Born and educated in New York City under private tutors, Gill early showed interest in natural history. He was associated with
J. Carson Brevoort in the arrangement of the latter's
entomological and ichthyological collections before going to
Washington, DC, in 1863 to work at the
Smithsonian Institution. He catalogued
mammals,
fishes, and
mollusks most particularly, although he maintained proficiency in other orders of animals. He was librarian at the Smithsonian and also senior assistant to the
Library of Congress. He was elected as a member of the
American Philosophical Society in 1867.[1]
^Oehser, Paul H. (1960). "The Cosmos Club of Washington: A Brief History". Records of the Columbia Historical Society, Washington, DC. 60/62: 250–265.
JSTOR40067229.
Further reading
Abbott, R.T., and M.E. Young (eds.). 1973. American Malacologists: A national register of professional and amateur malacologists and private shell collectors and biographies of early American mollusk workers born between 1618 and 1900. American Malacologists, Falls Church, Virginia. Consolidated/Drake Press, Philadelphia. 494 pp.
Obituary in The Auk, October 1914, Number 4.
Appleton's Cyclopedia of American Biography, edited by James Grant Wilson, John Fiske and Stanley L. Klos. Six volumes, New York: D. Appleton and Company, 1887–1889
Jackson, J.R. & Quinn, A. (2023), "Post-Darwinian Fish Classifications: Theories and Methodologies of Günther, Cope, and Gill", History and Philosophy of the Life Sciences, Vol.45, No.4, (2023), pp. 1–37.
doi:
10.1007/s40656-022-00556-1
Gill, T.N. (1881), "Dr. Günthers Ichthyology", Science, Vol.2, No.54 (9 July 1881), pp. 323–327.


__Work item__
Copy out exactly the lines from the one containing "Give me the detection coordinates for human" to the end of the records below, both included, and nothing else.
^^^^^^^^^^^^^^^^
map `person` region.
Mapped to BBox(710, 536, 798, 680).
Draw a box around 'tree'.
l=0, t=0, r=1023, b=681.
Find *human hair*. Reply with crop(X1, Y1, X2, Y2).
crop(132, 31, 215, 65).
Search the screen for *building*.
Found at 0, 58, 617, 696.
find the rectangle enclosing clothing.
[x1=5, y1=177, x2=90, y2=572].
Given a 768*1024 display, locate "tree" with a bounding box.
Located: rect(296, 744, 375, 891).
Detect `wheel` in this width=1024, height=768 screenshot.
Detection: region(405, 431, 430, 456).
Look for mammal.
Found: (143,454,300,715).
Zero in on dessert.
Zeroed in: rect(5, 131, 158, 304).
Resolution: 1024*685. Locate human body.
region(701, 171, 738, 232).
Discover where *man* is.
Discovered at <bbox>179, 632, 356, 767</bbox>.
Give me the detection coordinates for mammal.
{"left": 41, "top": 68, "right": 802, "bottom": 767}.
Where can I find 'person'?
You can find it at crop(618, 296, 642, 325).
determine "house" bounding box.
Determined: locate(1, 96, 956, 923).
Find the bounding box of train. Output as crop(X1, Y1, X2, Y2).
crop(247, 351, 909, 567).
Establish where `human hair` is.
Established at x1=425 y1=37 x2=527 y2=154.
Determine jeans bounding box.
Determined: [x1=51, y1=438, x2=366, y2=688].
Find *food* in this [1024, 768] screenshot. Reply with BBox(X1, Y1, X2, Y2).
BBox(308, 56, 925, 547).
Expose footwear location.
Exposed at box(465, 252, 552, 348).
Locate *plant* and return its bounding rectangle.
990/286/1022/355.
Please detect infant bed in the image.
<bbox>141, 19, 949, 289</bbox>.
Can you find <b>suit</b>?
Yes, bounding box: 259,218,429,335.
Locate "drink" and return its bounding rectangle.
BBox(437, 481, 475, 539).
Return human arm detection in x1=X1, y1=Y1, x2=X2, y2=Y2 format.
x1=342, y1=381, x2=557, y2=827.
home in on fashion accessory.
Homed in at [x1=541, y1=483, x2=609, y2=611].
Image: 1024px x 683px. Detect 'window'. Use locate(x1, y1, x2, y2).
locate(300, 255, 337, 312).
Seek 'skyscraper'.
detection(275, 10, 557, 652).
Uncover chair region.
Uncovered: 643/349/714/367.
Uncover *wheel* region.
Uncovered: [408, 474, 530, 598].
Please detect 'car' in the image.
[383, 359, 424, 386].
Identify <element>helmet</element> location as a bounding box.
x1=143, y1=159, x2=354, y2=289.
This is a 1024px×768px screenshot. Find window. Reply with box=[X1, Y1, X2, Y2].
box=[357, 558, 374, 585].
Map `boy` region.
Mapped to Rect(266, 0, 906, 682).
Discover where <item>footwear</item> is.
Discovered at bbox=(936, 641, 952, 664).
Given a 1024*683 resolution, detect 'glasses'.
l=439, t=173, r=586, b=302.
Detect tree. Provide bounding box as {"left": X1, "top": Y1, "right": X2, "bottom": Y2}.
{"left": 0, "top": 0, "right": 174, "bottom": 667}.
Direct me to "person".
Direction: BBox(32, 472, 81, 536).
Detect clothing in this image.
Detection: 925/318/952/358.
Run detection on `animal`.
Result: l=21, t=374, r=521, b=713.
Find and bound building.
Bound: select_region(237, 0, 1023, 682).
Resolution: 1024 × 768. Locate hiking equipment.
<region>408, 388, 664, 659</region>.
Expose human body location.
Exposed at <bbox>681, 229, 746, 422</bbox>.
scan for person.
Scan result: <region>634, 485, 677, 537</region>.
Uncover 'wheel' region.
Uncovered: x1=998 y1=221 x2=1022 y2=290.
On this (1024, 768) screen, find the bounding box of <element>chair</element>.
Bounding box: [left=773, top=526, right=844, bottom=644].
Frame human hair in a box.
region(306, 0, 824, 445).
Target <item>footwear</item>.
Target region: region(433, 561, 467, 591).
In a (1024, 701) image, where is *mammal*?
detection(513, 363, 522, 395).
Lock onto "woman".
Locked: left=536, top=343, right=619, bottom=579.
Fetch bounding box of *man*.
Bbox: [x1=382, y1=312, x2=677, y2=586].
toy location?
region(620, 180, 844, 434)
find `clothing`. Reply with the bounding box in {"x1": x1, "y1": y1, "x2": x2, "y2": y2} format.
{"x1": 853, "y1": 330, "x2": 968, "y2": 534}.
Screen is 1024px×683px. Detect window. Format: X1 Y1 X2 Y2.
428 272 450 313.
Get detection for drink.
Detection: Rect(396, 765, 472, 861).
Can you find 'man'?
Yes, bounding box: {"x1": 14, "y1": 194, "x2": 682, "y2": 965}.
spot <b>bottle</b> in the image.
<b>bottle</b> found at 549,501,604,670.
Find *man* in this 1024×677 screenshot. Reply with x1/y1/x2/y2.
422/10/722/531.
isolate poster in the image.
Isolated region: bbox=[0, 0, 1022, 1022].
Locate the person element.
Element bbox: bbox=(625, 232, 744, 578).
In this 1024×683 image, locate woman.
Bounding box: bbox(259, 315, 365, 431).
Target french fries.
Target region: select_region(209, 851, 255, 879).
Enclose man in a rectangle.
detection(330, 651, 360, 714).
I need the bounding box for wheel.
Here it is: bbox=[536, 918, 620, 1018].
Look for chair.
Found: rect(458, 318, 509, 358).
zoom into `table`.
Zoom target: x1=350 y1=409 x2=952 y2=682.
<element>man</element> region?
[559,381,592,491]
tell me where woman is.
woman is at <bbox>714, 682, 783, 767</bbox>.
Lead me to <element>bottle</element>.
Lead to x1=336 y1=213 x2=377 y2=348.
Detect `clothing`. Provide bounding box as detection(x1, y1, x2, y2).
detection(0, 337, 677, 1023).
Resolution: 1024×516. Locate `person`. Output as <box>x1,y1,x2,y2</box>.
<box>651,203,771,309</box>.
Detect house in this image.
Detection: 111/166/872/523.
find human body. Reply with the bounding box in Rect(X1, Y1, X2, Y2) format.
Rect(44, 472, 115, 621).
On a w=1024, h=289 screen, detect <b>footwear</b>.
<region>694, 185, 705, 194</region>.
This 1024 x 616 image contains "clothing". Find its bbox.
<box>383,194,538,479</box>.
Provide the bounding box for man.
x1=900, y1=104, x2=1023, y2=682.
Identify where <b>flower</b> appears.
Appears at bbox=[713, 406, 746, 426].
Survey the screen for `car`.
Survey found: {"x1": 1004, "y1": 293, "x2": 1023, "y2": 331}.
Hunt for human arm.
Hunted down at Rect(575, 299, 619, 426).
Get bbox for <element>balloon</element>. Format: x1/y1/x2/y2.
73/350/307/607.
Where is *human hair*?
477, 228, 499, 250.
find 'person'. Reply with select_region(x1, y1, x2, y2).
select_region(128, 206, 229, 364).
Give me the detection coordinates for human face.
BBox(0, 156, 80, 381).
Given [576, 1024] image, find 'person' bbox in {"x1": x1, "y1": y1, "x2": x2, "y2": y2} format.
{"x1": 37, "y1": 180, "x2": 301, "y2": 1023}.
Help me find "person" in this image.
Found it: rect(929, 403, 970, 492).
^^^^^^^^^^^^^^^^
__Answer to this exercise__
Give me the detection coordinates for human face.
BBox(0, 156, 80, 381).
Given [576, 1024] image, find 'person' bbox in {"x1": x1, "y1": y1, "x2": x2, "y2": y2} format.
{"x1": 37, "y1": 180, "x2": 301, "y2": 1023}.
Help me find "person" in this image.
Found it: rect(929, 403, 970, 492).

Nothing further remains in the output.